The market has responded with alacrity. At the Early Learning Centre - apparently this joyless name is a success, as it makes toy-buying guilt- free - earnest parents (and grandparents) stock up on the kind of toys designed by Maria Montessori for her nurseries. The Teletubby magazine claims to "build language" - a portentous phrase for an ordinary activity.

But perhaps it is not an ordinary activity. Perhaps the root of the climate of anxiety is the tacit acknowledgement that society has dumbed down, and that all reading has taken on the special status of work. There is a parallel in food. A cookery book of recipes for small children sells thousands of copies; its recommendations for combinations of chicken liver, avocado pear and broccoli are haute cuisine, yet schools report that five-year-olds are more difficult to feed than ever, and will accept only fish fingers and chocolate.

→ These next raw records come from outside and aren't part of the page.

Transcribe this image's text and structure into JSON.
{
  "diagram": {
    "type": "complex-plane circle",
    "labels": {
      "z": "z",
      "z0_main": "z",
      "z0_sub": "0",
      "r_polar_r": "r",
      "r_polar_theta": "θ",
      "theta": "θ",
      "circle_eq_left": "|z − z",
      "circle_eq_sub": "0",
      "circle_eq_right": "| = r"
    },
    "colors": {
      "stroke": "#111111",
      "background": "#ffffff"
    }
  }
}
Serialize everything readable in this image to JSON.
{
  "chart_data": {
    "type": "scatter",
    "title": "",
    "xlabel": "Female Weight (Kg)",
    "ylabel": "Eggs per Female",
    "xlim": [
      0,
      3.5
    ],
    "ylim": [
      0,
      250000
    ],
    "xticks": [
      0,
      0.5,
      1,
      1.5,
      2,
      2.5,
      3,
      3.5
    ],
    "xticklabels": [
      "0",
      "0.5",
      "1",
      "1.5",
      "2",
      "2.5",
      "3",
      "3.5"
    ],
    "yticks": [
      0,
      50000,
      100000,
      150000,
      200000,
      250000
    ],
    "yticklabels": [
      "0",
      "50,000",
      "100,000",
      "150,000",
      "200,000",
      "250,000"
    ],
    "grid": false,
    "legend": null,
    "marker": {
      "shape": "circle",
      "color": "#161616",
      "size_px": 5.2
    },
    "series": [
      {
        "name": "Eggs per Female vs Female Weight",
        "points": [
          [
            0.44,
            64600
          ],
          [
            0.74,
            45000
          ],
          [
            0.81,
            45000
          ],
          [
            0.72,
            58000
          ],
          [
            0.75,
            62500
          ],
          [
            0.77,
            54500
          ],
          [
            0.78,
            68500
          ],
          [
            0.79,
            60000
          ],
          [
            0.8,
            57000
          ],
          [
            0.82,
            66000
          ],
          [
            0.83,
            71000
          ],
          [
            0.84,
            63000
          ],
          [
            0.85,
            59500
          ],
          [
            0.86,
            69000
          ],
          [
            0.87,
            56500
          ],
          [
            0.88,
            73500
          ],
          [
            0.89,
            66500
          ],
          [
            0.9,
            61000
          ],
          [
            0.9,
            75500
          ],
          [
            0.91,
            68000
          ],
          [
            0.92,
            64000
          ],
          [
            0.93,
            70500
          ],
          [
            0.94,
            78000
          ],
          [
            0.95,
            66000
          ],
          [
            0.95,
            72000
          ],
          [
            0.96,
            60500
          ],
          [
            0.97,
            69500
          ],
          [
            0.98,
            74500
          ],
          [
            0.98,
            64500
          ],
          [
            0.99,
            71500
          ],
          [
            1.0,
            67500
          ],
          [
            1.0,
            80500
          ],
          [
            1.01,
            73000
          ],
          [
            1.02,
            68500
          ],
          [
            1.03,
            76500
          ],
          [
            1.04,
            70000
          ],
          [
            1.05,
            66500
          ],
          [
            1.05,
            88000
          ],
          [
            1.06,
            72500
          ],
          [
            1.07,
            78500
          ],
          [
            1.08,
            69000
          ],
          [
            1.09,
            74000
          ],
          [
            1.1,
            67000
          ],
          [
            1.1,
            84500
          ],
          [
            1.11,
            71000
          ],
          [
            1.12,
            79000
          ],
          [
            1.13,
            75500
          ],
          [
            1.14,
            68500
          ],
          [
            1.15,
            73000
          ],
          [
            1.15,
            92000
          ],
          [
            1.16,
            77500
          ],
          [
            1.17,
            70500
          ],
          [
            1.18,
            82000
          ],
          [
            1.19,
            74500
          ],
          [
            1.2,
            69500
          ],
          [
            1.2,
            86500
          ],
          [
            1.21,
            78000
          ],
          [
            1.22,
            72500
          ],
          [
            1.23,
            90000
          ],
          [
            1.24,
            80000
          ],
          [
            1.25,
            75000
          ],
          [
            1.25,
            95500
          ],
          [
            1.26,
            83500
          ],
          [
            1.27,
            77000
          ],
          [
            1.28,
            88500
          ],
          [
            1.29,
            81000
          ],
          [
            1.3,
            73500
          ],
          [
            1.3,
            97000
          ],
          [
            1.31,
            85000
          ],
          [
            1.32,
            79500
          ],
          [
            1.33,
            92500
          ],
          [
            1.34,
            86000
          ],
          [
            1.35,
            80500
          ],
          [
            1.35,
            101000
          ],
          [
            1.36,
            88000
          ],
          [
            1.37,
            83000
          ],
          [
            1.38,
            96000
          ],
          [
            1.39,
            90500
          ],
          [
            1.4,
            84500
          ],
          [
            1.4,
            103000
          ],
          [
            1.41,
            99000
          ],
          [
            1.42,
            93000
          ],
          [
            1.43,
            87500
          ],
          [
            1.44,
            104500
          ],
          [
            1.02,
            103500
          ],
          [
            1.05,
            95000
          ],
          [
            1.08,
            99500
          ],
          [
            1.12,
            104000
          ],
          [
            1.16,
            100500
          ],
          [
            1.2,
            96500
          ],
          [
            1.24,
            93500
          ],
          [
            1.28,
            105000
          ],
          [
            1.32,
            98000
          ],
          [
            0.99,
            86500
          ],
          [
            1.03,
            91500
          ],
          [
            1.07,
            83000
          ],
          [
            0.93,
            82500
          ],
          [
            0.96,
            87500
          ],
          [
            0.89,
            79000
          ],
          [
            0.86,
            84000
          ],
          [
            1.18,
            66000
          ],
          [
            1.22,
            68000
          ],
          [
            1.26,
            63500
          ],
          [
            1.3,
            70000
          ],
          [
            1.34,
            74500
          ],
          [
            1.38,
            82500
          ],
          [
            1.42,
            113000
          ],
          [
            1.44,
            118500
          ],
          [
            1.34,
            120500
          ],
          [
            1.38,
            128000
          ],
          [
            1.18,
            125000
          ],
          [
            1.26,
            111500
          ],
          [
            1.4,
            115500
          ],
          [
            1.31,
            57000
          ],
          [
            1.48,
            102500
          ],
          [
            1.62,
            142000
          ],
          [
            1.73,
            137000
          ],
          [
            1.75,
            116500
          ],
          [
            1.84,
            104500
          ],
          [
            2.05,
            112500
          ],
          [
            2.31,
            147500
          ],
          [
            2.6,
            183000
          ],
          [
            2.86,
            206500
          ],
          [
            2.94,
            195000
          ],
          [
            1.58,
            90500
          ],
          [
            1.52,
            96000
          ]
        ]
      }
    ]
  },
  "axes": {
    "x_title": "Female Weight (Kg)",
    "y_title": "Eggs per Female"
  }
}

Aspirations are high, but the daily reality of eating seems to be dumbed down.

And so it is with play. There are middle-class children whose cupboards of toys are enough to equip a nursery school, but they rarely play with them for long. This is partly because plethora works against play, partly because their pace of life does not encourage any sustained activity. They rush from stimulation to excitement and then flop in front of a video, as do their poor overworked parents.

Reading is not an observably ordinary daily activity in adults' lives: it is a specialist activity, associated with schools and held to be good for children, like liver. Many children are suspicious of what is held to be good for them, but is not much in evidence in the adult world.

Children survive a great deal, including many fads about their rearing. Most of the current small victims of the anxiety-makers will brush it all off and cope. But some will long resent the hurdles that are constantly erected in front of them and the hurt will go deep. Teenagers can exact a terrible revenge.